Actually I should check my facts better, it has moved to extras *slaps himself
around a bit*
> > and you will
> > not need Centos-5 for this. Centos-4 would work too.
>
> Yes, and no. As the xfs code doesn't get update in the RHEL/Centos
> kernel. The Centos4 is about 3 years behind on bug fixes,
Not true at all. For both centos-4 and -5 you use the kmod-xfs package with
the normal kernel. Not the ancient lets-compile-2.6.9-with-xfs-enabled.
...
> >> but I've yet to meet
> >> people who are very happy with the results over a TB, or 2.
> >
> > I'm one. Depending on the hardware ext3 can be as good as 10-15% slower
> > than xfs on such a size.
>
> More like 25-40% on RHEL 4. RHEL 5 performs a lot better in most use
> cases. Generally to making ext3 perform well requires writeback
> journaling which sort of throws out most of the argument for ext3.
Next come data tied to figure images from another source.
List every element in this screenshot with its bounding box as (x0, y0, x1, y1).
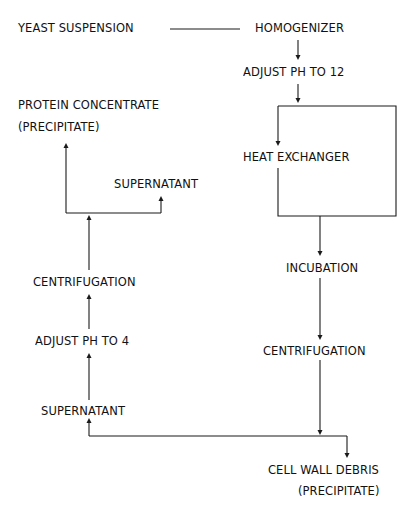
node-cell-wall-debris: CELL WALL DEBRIS (268, 463, 379, 477)
node-yeast-suspension: YEAST SUSPENSION (18, 21, 134, 35)
arrowhead-up-icon (159, 196, 164, 201)
node-cell-wall-debris-note: (PRECIPITATE) (298, 484, 380, 498)
node-incubation: INCUBATION (286, 261, 358, 275)
node-adjust-ph-12: ADJUST PH TO 12 (243, 65, 345, 79)
node-centrifugation-right: CENTRIFUGATION (263, 344, 366, 358)
arrowhead-up-icon (64, 143, 69, 148)
process-flow-diagram: YEAST SUSPENSION HOMOGENIZER ADJUST PH T… (0, 0, 418, 517)
node-centrifugation-left: CENTRIFUGATION (33, 275, 136, 289)
node-protein-concentrate: PROTEIN CONCENTRATE (18, 98, 159, 112)
node-supernatant-top: SUPERNATANT (114, 177, 198, 191)
node-protein-concentrate-note: (PRECIPITATE) (18, 120, 100, 134)
arrowhead-up-icon (87, 418, 92, 423)
node-heat-exchanger: HEAT EXCHANGER (243, 150, 349, 164)
arrowhead-down-icon (318, 430, 323, 435)
arrowhead-down-icon (318, 251, 323, 256)
node-homogenizer: HOMOGENIZER (255, 21, 344, 35)
node-supernatant-bottom: SUPERNATANT (41, 404, 125, 418)
arrowhead-up-icon (87, 353, 92, 358)
node-adjust-ph-4: ADJUST PH TO 4 (35, 334, 129, 348)
arrowhead-down-icon (296, 55, 301, 60)
arrowhead-down-icon (276, 141, 281, 146)
arrowhead-down-icon (345, 453, 350, 458)
connector-layer (0, 0, 418, 517)
arrowhead-up-icon (87, 294, 92, 299)
arrowhead-up-icon (87, 215, 92, 220)
arrowhead-down-icon (318, 335, 323, 340)
arrowhead-down-icon (296, 98, 301, 103)
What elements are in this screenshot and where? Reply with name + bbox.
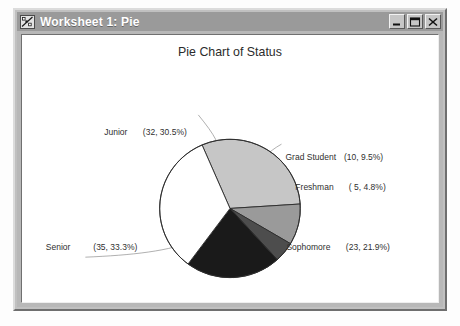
pie-chart-canvas: Pie Chart of Status (22, 35, 438, 302)
worksheet-window: Worksheet 1: Pie (13, 8, 447, 311)
slice-label-junior-value: (32, 30.5%) (143, 127, 187, 137)
slice-label-sophomore-value: (23, 21.9%) (346, 242, 390, 252)
window-buttons (389, 14, 441, 29)
slice-label-senior-name: Senior (46, 242, 71, 252)
slice-label-grad-student-name: Grad Student (285, 152, 336, 162)
slice-label-senior-value: (35, 33.3%) (93, 242, 137, 252)
worksheet-chart-icon (20, 15, 35, 29)
slice-label-freshman-value: ( 5, 4.8%) (349, 182, 386, 192)
title-bar[interactable]: Worksheet 1: Pie (17, 12, 443, 31)
window-title: Worksheet 1: Pie (40, 15, 389, 29)
minimize-button[interactable] (389, 14, 405, 29)
pie-slices (160, 139, 301, 277)
chart-title: Pie Chart of Status (178, 46, 282, 60)
slice-label-sophomore-name: Sophomore (286, 242, 330, 252)
window-inner-frame: Worksheet 1: Pie (17, 12, 443, 307)
client-area: Pie Chart of Status (21, 34, 439, 303)
page-root: Worksheet 1: Pie (0, 0, 460, 326)
slice-label-grad-student-value: (10, 9.5%) (344, 152, 383, 162)
close-button[interactable] (425, 14, 441, 29)
pie-chart: Pie Chart of Status (22, 35, 438, 302)
maximize-button[interactable] (407, 14, 423, 29)
leader-line-junior (198, 115, 216, 140)
slice-label-junior-name: Junior (104, 127, 127, 137)
slice-label-freshman-name: Freshman (295, 182, 334, 192)
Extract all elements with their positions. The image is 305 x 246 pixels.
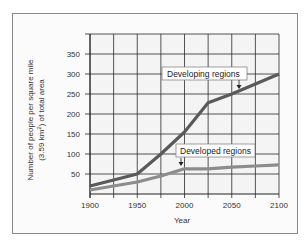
y-axis-title: Number of people per square mile (3.59 k… [26, 59, 46, 181]
line-chart: 5010015020025030035019001950200020502100… [0, 0, 305, 246]
y-tick-label: 250 [67, 90, 81, 99]
y-tick-label: 50 [71, 170, 80, 179]
x-tick-label: 2100 [270, 201, 288, 210]
callout-developed-label: Developed regions [180, 146, 251, 156]
y-tick-label: 200 [67, 110, 81, 119]
x-tick-label: 1900 [81, 201, 99, 210]
y-axis-title-line1: Number of people per square mile [26, 59, 35, 181]
y-tick-label: 300 [67, 70, 81, 79]
grid [85, 34, 279, 198]
x-tick-label: 2050 [223, 201, 241, 210]
x-tick-label: 1950 [128, 201, 146, 210]
y-tick-label: 100 [67, 150, 81, 159]
y-axis-title-line2: (3.59 km2) of total area [36, 79, 46, 161]
y-tick-label: 150 [67, 130, 81, 139]
x-axis-title: Year [174, 216, 191, 225]
x-tick-label: 2000 [176, 201, 194, 210]
callout-developing-label: Developing regions [167, 69, 240, 79]
y-tick-label: 350 [67, 50, 81, 59]
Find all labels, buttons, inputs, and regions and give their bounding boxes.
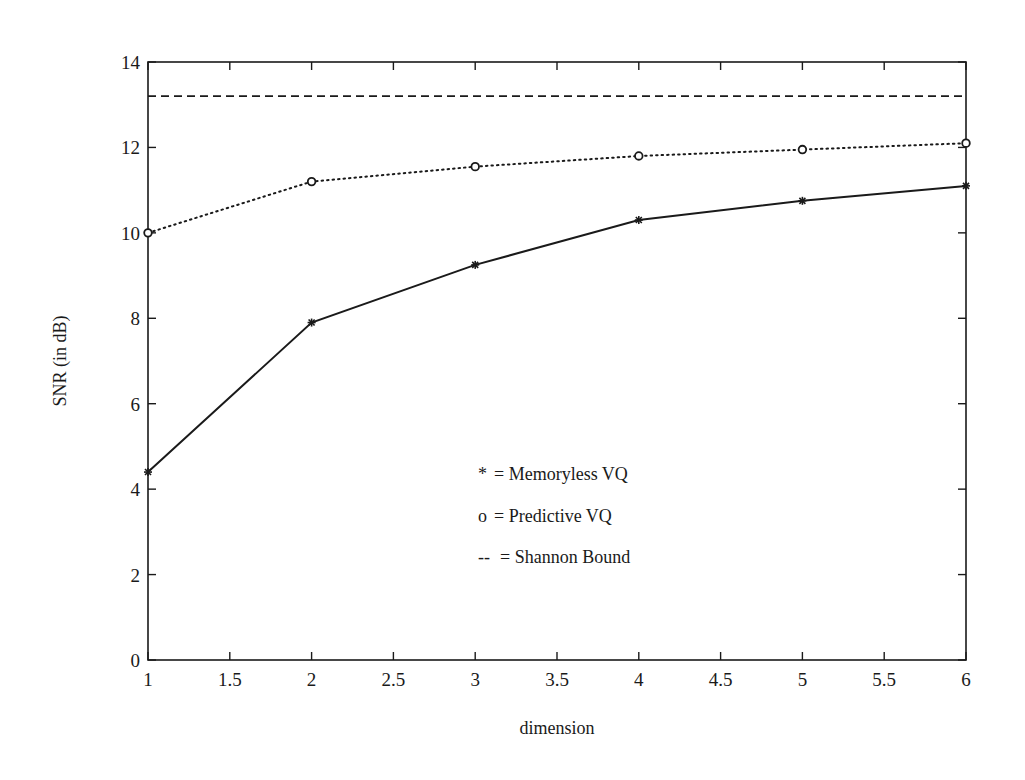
y-tick-label: 4 (131, 479, 141, 500)
x-tick-label: 4.5 (709, 669, 733, 690)
y-tick-label: 14 (121, 52, 141, 73)
x-tick-label: 6 (961, 669, 971, 690)
legend-label-predictive: = Predictive VQ (494, 506, 612, 526)
x-tick-label: 3 (470, 669, 480, 690)
memoryless-vq-line (148, 186, 966, 472)
x-axis-title: dimension (520, 718, 595, 738)
circle-marker (471, 163, 479, 171)
legend-symbol-shannon: -- (478, 547, 490, 567)
x-tick-label: 4 (634, 669, 644, 690)
star-marker (798, 197, 806, 205)
x-tick-label: 5.5 (872, 669, 896, 690)
star-marker (635, 216, 643, 224)
x-tick-label: 2.5 (382, 669, 406, 690)
legend-label-shannon: = Shannon Bound (500, 547, 630, 567)
circle-marker (144, 229, 152, 237)
series-layer (144, 96, 970, 476)
x-axis-ticks: 11.522.533.544.555.56 (143, 62, 971, 690)
x-tick-label: 1.5 (218, 669, 242, 690)
snr-vs-dimension-chart: 11.522.533.544.555.56 02468101214 dimens… (0, 0, 1025, 780)
circle-marker (799, 146, 807, 154)
y-axis-ticks: 02468101214 (121, 52, 966, 671)
star-marker (308, 319, 316, 327)
y-tick-label: 0 (131, 650, 141, 671)
y-tick-label: 12 (121, 137, 140, 158)
x-tick-label: 2 (307, 669, 317, 690)
legend-label-memoryless: = Memoryless VQ (494, 464, 628, 484)
legend: * = Memoryless VQ o = Predictive VQ -- =… (478, 464, 630, 567)
star-marker (144, 468, 152, 476)
x-tick-label: 5 (798, 669, 808, 690)
y-axis-title: SNR (in dB) (50, 315, 71, 406)
y-tick-label: 8 (131, 308, 141, 329)
star-marker (471, 261, 479, 269)
legend-symbol-memoryless: * (478, 464, 487, 484)
y-tick-label: 10 (121, 223, 140, 244)
y-tick-label: 2 (131, 565, 141, 586)
y-tick-label: 6 (131, 394, 141, 415)
x-tick-label: 3.5 (545, 669, 569, 690)
legend-symbol-predictive: o (478, 506, 487, 526)
circle-marker (962, 139, 970, 147)
circle-marker (635, 152, 643, 160)
predictive-vq-line (148, 143, 966, 233)
x-tick-label: 1 (143, 669, 153, 690)
circle-marker (308, 178, 316, 186)
star-marker (962, 182, 970, 190)
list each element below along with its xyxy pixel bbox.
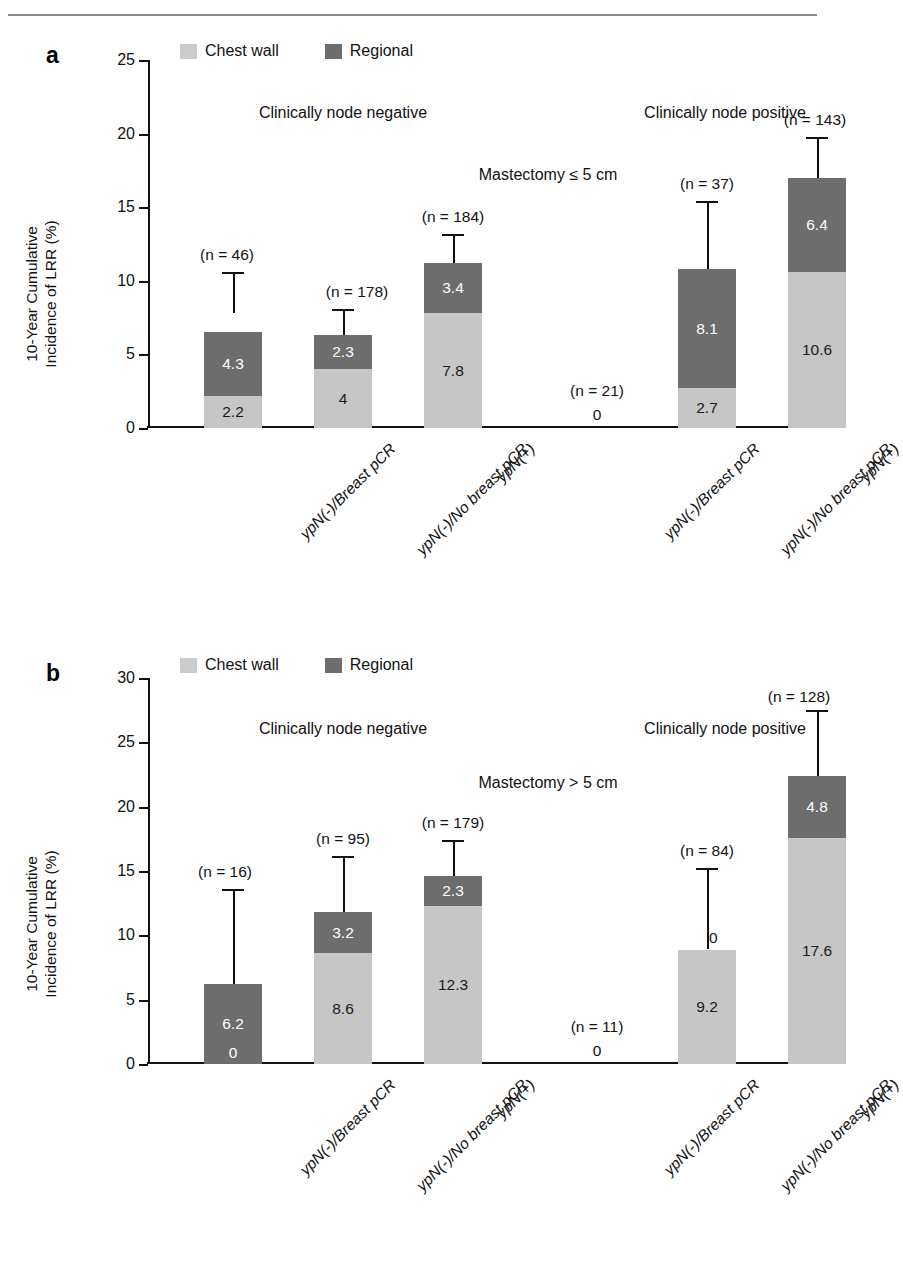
y-axis-tick-label: 15	[117, 198, 135, 216]
y-axis-tick	[139, 207, 148, 209]
error-bar-cap-2	[332, 309, 354, 311]
regional-swatch-icon	[325, 44, 342, 59]
group-caption-node-negative: Clinically node negative	[259, 720, 427, 738]
y-axis-tick-label: 20	[117, 798, 135, 816]
y-axis-tick-label: 5	[126, 345, 135, 363]
bar-2: 42.3	[314, 335, 372, 428]
cropped-running-head	[0, 2, 827, 14]
bar-value-chest-wall: 0	[204, 1044, 262, 1062]
y-axis-tick	[139, 134, 148, 136]
bar-value-regional: 2.3	[314, 343, 372, 361]
legend-label-chest-wall: Chest wall	[205, 42, 279, 60]
sample-size-label-2: (n = 178)	[326, 283, 388, 301]
chest-wall-swatch-icon	[180, 44, 197, 59]
y-axis-tick-label: 5	[126, 991, 135, 1009]
panel-b-plot-area: 051015202530Chest wallRegionalClinically…	[148, 678, 808, 1064]
bar-value-regional: 4.8	[788, 798, 846, 816]
bar-3: 7.83.4	[424, 263, 482, 428]
legend-label-regional: Regional	[350, 42, 413, 60]
bar-segment-regional: 6.4	[788, 178, 846, 272]
legend-label-chest-wall: Chest wall	[205, 656, 279, 674]
error-bar-5	[707, 201, 709, 269]
bar-value-regional: 0	[709, 929, 718, 947]
panel-a-plot-area: 0510152025Chest wallRegionalClinically n…	[148, 60, 808, 428]
bar-6: 10.66.4	[788, 178, 846, 428]
y-axis-label-line2: Incidence of LRR (%)	[42, 850, 59, 997]
bar-value-chest-wall: 10.6	[788, 341, 846, 359]
legend-label-regional: Regional	[350, 656, 413, 674]
error-bar-cap-1	[222, 889, 244, 891]
y-axis-label-line1: 10-Year Cumulative	[23, 226, 40, 362]
y-axis-tick-label: 0	[126, 1055, 135, 1073]
legend: Chest wallRegional	[180, 656, 413, 674]
error-bar-cap-6	[806, 137, 828, 139]
bar-value-chest-wall: 9.2	[678, 998, 736, 1016]
error-bar-2	[343, 856, 345, 913]
error-bar-1	[233, 272, 235, 313]
error-bar-5	[707, 868, 709, 949]
bar-5: 2.78.1	[678, 269, 736, 428]
bar-segment-regional: 3.4	[424, 263, 482, 313]
bar-value-chest-wall: 2.7	[678, 399, 736, 417]
sample-size-label-1: (n = 46)	[200, 246, 254, 264]
x-axis-label-1: ypN(-)/Breast pCR	[296, 1076, 399, 1179]
error-bar-cap-5	[696, 868, 718, 870]
y-axis-tick	[139, 871, 148, 873]
bar-segment-chest-wall: 12.3	[424, 906, 482, 1064]
y-axis-tick	[139, 807, 148, 809]
chest-wall-swatch-icon	[180, 658, 197, 673]
bar-value-chest-wall: 8.6	[314, 1000, 372, 1018]
bar-value-regional: 3.2	[314, 924, 372, 942]
panel-b-letter: b	[46, 660, 60, 687]
bar-value-regional: 3.4	[424, 279, 482, 297]
sample-size-label-3: (n = 179)	[422, 814, 484, 832]
panel-b-y-axis-label: 10-Year Cumulative Incidence of LRR (%)	[22, 784, 60, 1064]
bar-value-regional: 4.3	[204, 355, 262, 373]
bar-3: 12.32.3	[424, 876, 482, 1064]
sample-size-label-4: (n = 11)	[571, 1018, 624, 1036]
x-axis-label-4: ypN(-)/Breast pCR	[660, 440, 763, 543]
sample-size-label-6: (n = 143)	[784, 111, 846, 129]
bar-value-regional: 6.4	[788, 216, 846, 234]
y-axis-tick	[139, 60, 148, 62]
bar-segment-chest-wall: 7.8	[424, 313, 482, 428]
sample-size-label-4: (n = 21)	[570, 382, 624, 400]
y-axis-tick-label: 15	[117, 862, 135, 880]
bar-value-chest-wall: 2.2	[204, 403, 262, 421]
bar-segment-regional: 2.3	[314, 335, 372, 369]
bar-segment-regional: 2.3	[424, 876, 482, 906]
group-caption-node-negative: Clinically node negative	[259, 104, 427, 122]
error-bar-3	[453, 234, 455, 263]
y-axis-label-line1: 10-Year Cumulative	[23, 856, 40, 992]
group-caption-node-positive: Clinically node positive	[644, 104, 806, 122]
sample-size-label-5: (n = 84)	[680, 842, 734, 860]
legend-item-chest-wall: Chest wall	[180, 42, 279, 60]
bar-1: 2.24.3	[204, 313, 262, 428]
panel-a-letter: a	[46, 42, 59, 69]
bar-value-regional: 6.2	[204, 1015, 262, 1033]
panel-annotation: Mastectomy ≤ 5 cm	[479, 166, 618, 184]
sample-size-label-5: (n = 37)	[680, 175, 734, 193]
legend: Chest wallRegional	[180, 42, 413, 60]
bar-zero-label-4: 0	[593, 1042, 602, 1060]
x-axis-label-4: ypN(-)/Breast pCR	[660, 1076, 763, 1179]
error-bar-3	[453, 840, 455, 876]
bar-value-chest-wall: 7.8	[424, 362, 482, 380]
header-divider	[8, 14, 817, 16]
y-axis-tick	[139, 1064, 148, 1066]
group-caption-node-positive: Clinically node positive	[644, 720, 806, 738]
bar-2: 8.63.2	[314, 912, 372, 1064]
bar-6: 17.64.8	[788, 776, 846, 1064]
x-axis-label-1: ypN(-)/Breast pCR	[296, 440, 399, 543]
y-axis-tick	[139, 281, 148, 283]
error-bar-cap-5	[696, 201, 718, 203]
bar-value-regional: 2.3	[424, 882, 482, 900]
y-axis-tick-label: 10	[117, 272, 135, 290]
bar-segment-regional: 4.3	[204, 332, 262, 395]
error-bar-6	[817, 710, 819, 776]
bar-segment-chest-wall: 9.2	[678, 950, 736, 1065]
sample-size-label-3: (n = 184)	[422, 208, 484, 226]
bar-5: 9.2	[678, 950, 736, 1065]
y-axis-tick-label: 30	[117, 669, 135, 687]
As I wrote "depending on hardware" (and other thigns too of course). Ext3 is
actually extremely sensitive with which hardware it likes. On some
controllers I've seen, as stated, 10-15. Other controllers, for the same
sequential write, take >100% hit with ext3... (areca, 3ware are examples
where ext3 truely sucks).
> > And that is, IMHO, not worth the xfs hassle (manual
> > intervention on kernel updates, dangerous full fillsystem situations,
> > less mainstream...).
>
> If you run centos you just point your yum config at the centosplus
> repo, and be sure you are running the centosplus kernel.
As said before, use the normal kernel and the kmod-xfs package. But even now,
you have to manually handle stuff at upgrade (kmod-xfs lags the normal kernel
release, kmod-xfs needs to be matched to the kernel and yum does not do this
automatically...).
/Peter
> Ext3 people
> wave their hands and talk about the dangers of xfs, and reiserfs, but
> I've used them for years in production, and never had an issue. Now yes
> if you are using a laptop, or crappy ide/sata drives. Ext3 is a safer
> choice. When your drive goes horribly wrong ext3 is going to gives you
> the best chance of recovery. In general if you're running a 10TB
> filesystem you're on a solid raid array, and run regular backups. (If
> you have 10TB of data and don't have backups you are just plain insane.)
...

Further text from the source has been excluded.